A review by secre
The Institution by Helen Sarah Fields

challenging dark mysterious tense medium-paced
  • Plot- or character-driven? Plot
  • Strong character development? Yes
  • Loveable characters? Yes
  • Diverse cast of characters? No
  • Flaws of characters a main focus? Yes

5.0

I wasn't sure what to expect when I started The Institution, but what I got was a tense thriller that had me hooked from the first page to the very last. I've head one of Helen Fields novels before, and that had a very different tone and pace to it. These Lost & Broken Things was one of my top reads of 2020, but it was slow and methodical in it's darkness. The Institution felt like I was reading on a razor's edge, only one step away from catastrophe at any given moment.

The story is dark. A pregnant woman has been murdered, her baby torn from her stomach and taken for ransom. The setting is dark; an asylum for dangerous criminals thought to be mentally insane and unable to be rehabilitated. And there is a ticking clock. The baby was forcibly delivered too soon. They are vulnerable and in need of immediate medical attention. Everyone is suspect and it's doubtful any of the patients could have managed it alone.

So Connie enters the ward by subterfuge. Her colleague is her patient. Yet the dehumanising way patients are treated is evident from the start. Connie needs to keep their cover intact, whilst also trying to find the newborn and keeping her colleague safe. It's an impossible challenge and the tension ramps up quickly. The ticking clock is forever in the background, even as Connie doubts her own sanity. If the baby isn't found, it will die. There's no doubt about that.

It's fraught. I felt my heart-rate spike at points and I couldn't put the book down, desperate to find out how it ends. It's full of tension and you never quite know what's going on. But it also shines a light on some of the darker practices in mental health. Those who have read Nettie Bly's account of being admitted will empathise. Practices aren't any cleaner and we're more than a hundred years on.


• _Work required_: For this exercise, repeat the records below exactly as written.

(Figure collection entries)
---
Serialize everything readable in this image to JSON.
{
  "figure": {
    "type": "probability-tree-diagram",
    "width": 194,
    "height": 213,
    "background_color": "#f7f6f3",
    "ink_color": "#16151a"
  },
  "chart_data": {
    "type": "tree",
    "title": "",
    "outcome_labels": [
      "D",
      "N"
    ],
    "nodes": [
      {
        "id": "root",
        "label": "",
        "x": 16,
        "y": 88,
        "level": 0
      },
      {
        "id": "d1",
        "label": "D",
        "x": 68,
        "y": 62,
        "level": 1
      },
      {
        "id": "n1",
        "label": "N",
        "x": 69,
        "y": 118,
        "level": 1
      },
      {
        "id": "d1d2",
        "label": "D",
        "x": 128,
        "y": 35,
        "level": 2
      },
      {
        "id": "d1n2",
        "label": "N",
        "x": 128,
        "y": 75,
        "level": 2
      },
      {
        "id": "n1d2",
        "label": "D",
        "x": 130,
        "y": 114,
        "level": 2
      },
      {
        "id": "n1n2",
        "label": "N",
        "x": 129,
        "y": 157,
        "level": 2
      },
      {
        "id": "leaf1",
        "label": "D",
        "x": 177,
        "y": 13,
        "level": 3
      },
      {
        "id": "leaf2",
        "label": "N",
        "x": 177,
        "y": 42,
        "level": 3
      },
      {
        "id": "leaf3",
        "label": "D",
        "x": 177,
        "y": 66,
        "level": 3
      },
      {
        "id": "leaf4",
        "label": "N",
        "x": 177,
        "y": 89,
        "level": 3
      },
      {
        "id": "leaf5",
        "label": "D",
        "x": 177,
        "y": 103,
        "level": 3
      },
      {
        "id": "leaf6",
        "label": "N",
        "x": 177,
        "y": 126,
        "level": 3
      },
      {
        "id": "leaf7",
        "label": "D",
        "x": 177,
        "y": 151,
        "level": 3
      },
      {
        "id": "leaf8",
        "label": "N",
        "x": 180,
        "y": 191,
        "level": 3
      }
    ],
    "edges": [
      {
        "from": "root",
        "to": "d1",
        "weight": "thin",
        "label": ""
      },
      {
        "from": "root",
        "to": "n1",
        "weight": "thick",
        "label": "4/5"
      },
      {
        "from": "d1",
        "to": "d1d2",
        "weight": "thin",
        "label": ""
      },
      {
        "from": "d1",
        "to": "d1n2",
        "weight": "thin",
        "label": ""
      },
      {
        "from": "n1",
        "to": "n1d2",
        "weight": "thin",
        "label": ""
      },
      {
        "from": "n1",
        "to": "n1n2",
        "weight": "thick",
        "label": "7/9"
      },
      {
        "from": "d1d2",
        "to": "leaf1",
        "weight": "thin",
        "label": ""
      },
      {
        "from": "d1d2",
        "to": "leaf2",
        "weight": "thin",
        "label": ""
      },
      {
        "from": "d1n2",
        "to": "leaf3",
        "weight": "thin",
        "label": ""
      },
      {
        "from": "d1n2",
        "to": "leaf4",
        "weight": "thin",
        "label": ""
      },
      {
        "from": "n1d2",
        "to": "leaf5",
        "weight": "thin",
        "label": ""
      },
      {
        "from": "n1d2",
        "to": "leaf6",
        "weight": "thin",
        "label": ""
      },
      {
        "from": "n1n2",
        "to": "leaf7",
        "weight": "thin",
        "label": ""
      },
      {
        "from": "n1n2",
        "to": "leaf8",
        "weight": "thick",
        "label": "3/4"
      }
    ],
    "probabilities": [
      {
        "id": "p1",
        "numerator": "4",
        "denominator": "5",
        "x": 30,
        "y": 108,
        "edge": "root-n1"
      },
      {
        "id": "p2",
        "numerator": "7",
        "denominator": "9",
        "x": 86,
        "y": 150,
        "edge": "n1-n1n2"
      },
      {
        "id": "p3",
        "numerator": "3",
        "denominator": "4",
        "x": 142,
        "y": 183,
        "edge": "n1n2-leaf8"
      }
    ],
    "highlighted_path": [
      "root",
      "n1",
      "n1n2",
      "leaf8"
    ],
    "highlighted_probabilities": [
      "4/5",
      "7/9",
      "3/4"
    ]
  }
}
---
• _Task response_:
Serialize everything readable in this image to JSON.
{
  "figure": {
    "type": "probability-tree-diagram",
    "width": 194,
    "height": 213,
    "background_color": "#f7f6f3",
    "ink_color": "#16151a"
  },
  "chart_data": {
    "type": "tree",
    "title": "",
    "outcome_labels": [
      "D",
      "N"
    ],
    "nodes": [
      {
        "id": "root",
        "label": "",
        "x": 16,
        "y": 88,
        "level": 0
      },
      {
        "id": "d1",
        "label": "D",
        "x": 68,
        "y": 62,
        "level": 1
      },
      {
        "id": "n1",
        "label": "N",
        "x": 69,
        "y": 118,
        "level": 1
      },
      {
        "id": "d1d2",
        "label": "D",
        "x": 128,
        "y": 35,
        "level": 2
      },
      {
        "id": "d1n2",
        "label": "N",
        "x": 128,
        "y": 75,
        "level": 2
      },
      {
        "id": "n1d2",
        "label": "D",
        "x": 130,
        "y": 114,
        "level": 2
      },
      {
        "id": "n1n2",
        "label": "N",
        "x": 129,
        "y": 157,
        "level": 2
      },
      {
        "id": "leaf1",
        "label": "D",
        "x": 177,
        "y": 13,
        "level": 3
      },
      {
        "id": "leaf2",
        "label": "N",
        "x": 177,
        "y": 42,
        "level": 3
      },
      {
        "id": "leaf3",
        "label": "D",
        "x": 177,
        "y": 66,
        "level": 3
      },
      {
        "id": "leaf4",
        "label": "N",
        "x": 177,
        "y": 89,
        "level": 3
      },
      {
        "id": "leaf5",
        "label": "D",
        "x": 177,
        "y": 103,
        "level": 3
      },
      {
        "id": "leaf6",
        "label": "N",
        "x": 177,
        "y": 126,
        "level": 3
      },
      {
        "id": "leaf7",
        "label": "D",
        "x": 177,
        "y": 151,
        "level": 3
      },
      {
        "id": "leaf8",
        "label": "N",
        "x": 180,
        "y": 191,
        "level": 3
      }
    ],
    "edges": [
      {
        "from": "root",
        "to": "d1",
        "weight": "thin",
        "label": ""
      },
      {
        "from": "root",
        "to": "n1",
        "weight": "thick",
        "label": "4/5"
      },
      {
        "from": "d1",
        "to": "d1d2",
        "weight": "thin",
        "label": ""
      },
      {
        "from": "d1",
        "to": "d1n2",
        "weight": "thin",
        "label": ""
      },
      {
        "from": "n1",
        "to": "n1d2",
        "weight": "thin",
        "label": ""
      },
      {
        "from": "n1",
        "to": "n1n2",
        "weight": "thick",
        "label": "7/9"
      },
      {
        "from": "d1d2",
        "to": "leaf1",
        "weight": "thin",
        "label": ""
      },
      {
        "from": "d1d2",
        "to": "leaf2",
        "weight": "thin",
        "label": ""
      },
      {
        "from": "d1n2",
        "to": "leaf3",
        "weight": "thin",
        "label": ""
      },
      {
        "from": "d1n2",
        "to": "leaf4",
        "weight": "thin",
        "label": ""
      },
      {
        "from": "n1d2",
        "to": "leaf5",
        "weight": "thin",
        "label": ""
      },
      {
        "from": "n1d2",
        "to": "leaf6",
        "weight": "thin",
        "label": ""
      },
      {
        "from": "n1n2",
        "to": "leaf7",
        "weight": "thin",
        "label": ""
      },
      {
        "from": "n1n2",
        "to": "leaf8",
        "weight": "thick",
        "label": "3/4"
      }
    ],
    "probabilities": [
      {
        "id": "p1",
        "numerator": "4",
        "denominator": "5",
        "x": 30,
        "y": 108,
        "edge": "root-n1"
      },
      {
        "id": "p2",
        "numerator": "7",
        "denominator": "9",
        "x": 86,
        "y": 150,
        "edge": "n1-n1n2"
      },
      {
        "id": "p3",
        "numerator": "3",
        "denominator": "4",
        "x": 142,
        "y": 183,
        "edge": "n1n2-leaf8"
      }
    ],
    "highlighted_path": [
      "root",
      "n1",
      "n1n2",
      "leaf8"
    ],
    "highlighted_probabilities": [
      "4/5",
      "7/9",
      "3/4"
    ]
  }
}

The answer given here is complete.